I also asked her, according to her experience, if i could choose to be like her (the thin part, not the tall and black, of course). If ability to change is borne out by statistics (as has been used as an argument in the nature of gayness), the answer has to be a loudly resounding , "No!"

Her experiences predict the same as that of the many published reports: only 5%, at most, of people who attempt to lose weight permanently are successful. My cardiologist reported a higher number, 20%, which he believed was due to greater motivation; still, in that case, four out of five patients failed.

Being fat, then, is being a failure; when what you inescapably are is seen as changeable, like the belief that prayer can "heal" homosexuality, those who believe that assume you have failed (unless you are too lazy even to have tried).

Is it any wonder that it is so easy to fall into the trap where self-esteem's only source is the report from the scale?

The assumption about fat people, by thin people and fat people alike, is that they should, and can, be thin. I suddenly realized this year that i had spent a fair part of every day for nearly 60 years thinking i should be "repairing" something about myself, that i was, intrinsically, in the wrong. At all times.

And quickly added to this: that the same was probably true for almost every other woman alive; tell me this isn't oppression? Tell me that anyone who assumes i am lazy, un-intelligent, un-motivated, boring, slovenly, or worthless, because i am fat, isn't oppressing me? I live in a society in which the assumption is ubiquitously that fat is sin, not characteristic.

*I cringe when i hear Oprah berate herself for gaining back some weight; is it even possible, in this society, to define one's lifestyle not as 'letting herself go' but rather 'letting herself be"?

Does fat come with health consequences? Of course! Diabetes, heart disease, and more. But, and i know I'm not original in stating this, but the stress of living all the days of one's life seeing oneself, and being seen by others, as a sinner is not healthy either. I'm not debating that there is a relationship; I'm arguing that the relationship is inherited, not made. If someone is fat, start early with diabetes and cholesterol treatment. Don't ask your patient, your friend, your child, to do something they cannot do, and then judge them for not doing it.

You wouldn't do that if the subject were sexual preference. I know you well enough to know you would not. And if you did, it would say more about you than about your lesbian friend.

My tall, thin, beautiful doctor had never had anyone tell her that they had been beating their head against a wall for 60 years. That when you're online you don't reveal you're fat because that might just invalidate everything you say to just too many people. That people have told you they would love to be friends with you but they just didn't like fat people. That neighbors don't look at you when you meet in the street. And that these things had been happening for 60 years.

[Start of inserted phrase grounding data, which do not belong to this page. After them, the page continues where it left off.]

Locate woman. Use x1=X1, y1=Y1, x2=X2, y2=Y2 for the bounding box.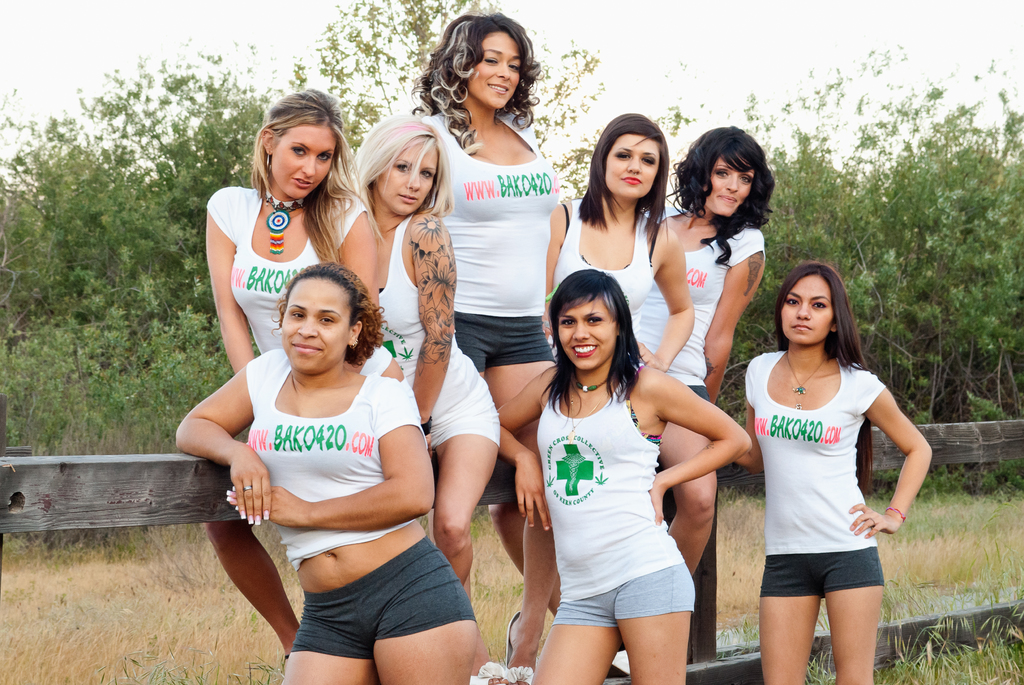
x1=495, y1=265, x2=757, y2=684.
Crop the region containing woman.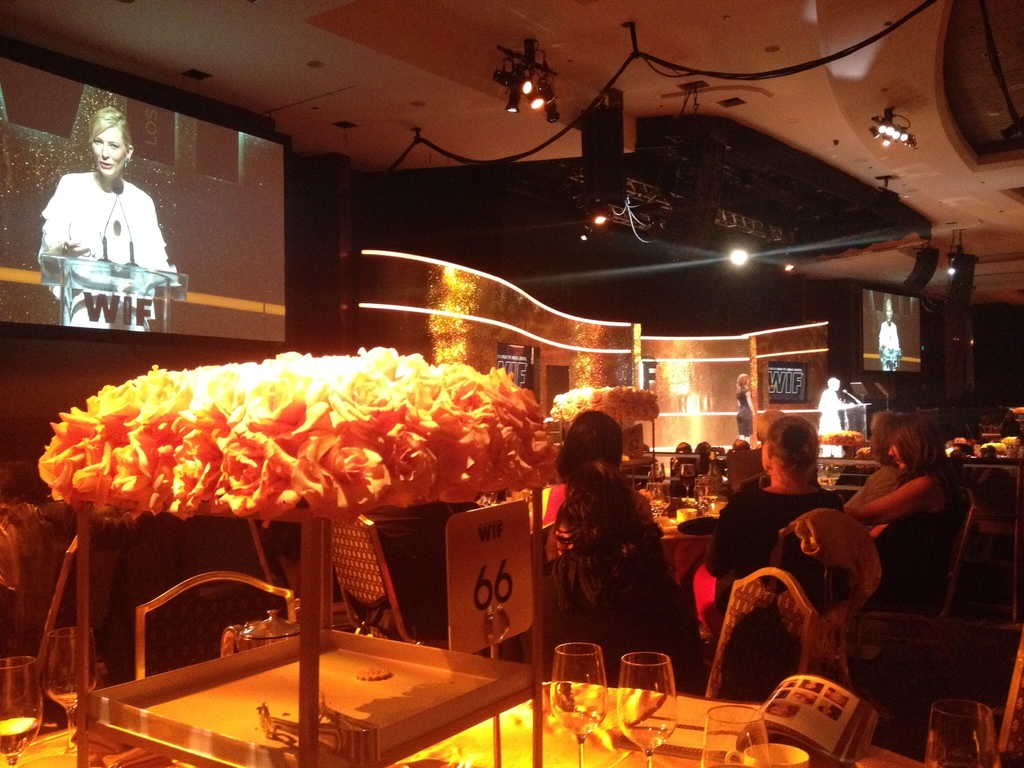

And you've blamed yourself.

Tyra Banks dressed herself up in a fat-suit; she looked like she weighed over 300 pounds despite being as tall as she is. "The people that were staring and laughing in my face -- that shocked me the most," Banks said. "As soon as I entered the store -- when I went shopping -- I immediately heard snickers. Immediately! I just was appalled and hurt! There's no excuse for rudeness. There's no excuse for ugliness. And there's no excuse for nastiness and that's what I experienced,"

"It seemed like the last form of open discrimination that's okay, and I deci- ded to put on a 350-pound suit myself and live that life for a day and see what happens. And it was one of the most heartbreaking days of my life."

it is true that body shape and size, like race, sexual preference, mental illness, and more traits they're learning every day, are inherited, not chosen, and thus no more than these other traits should it be judged.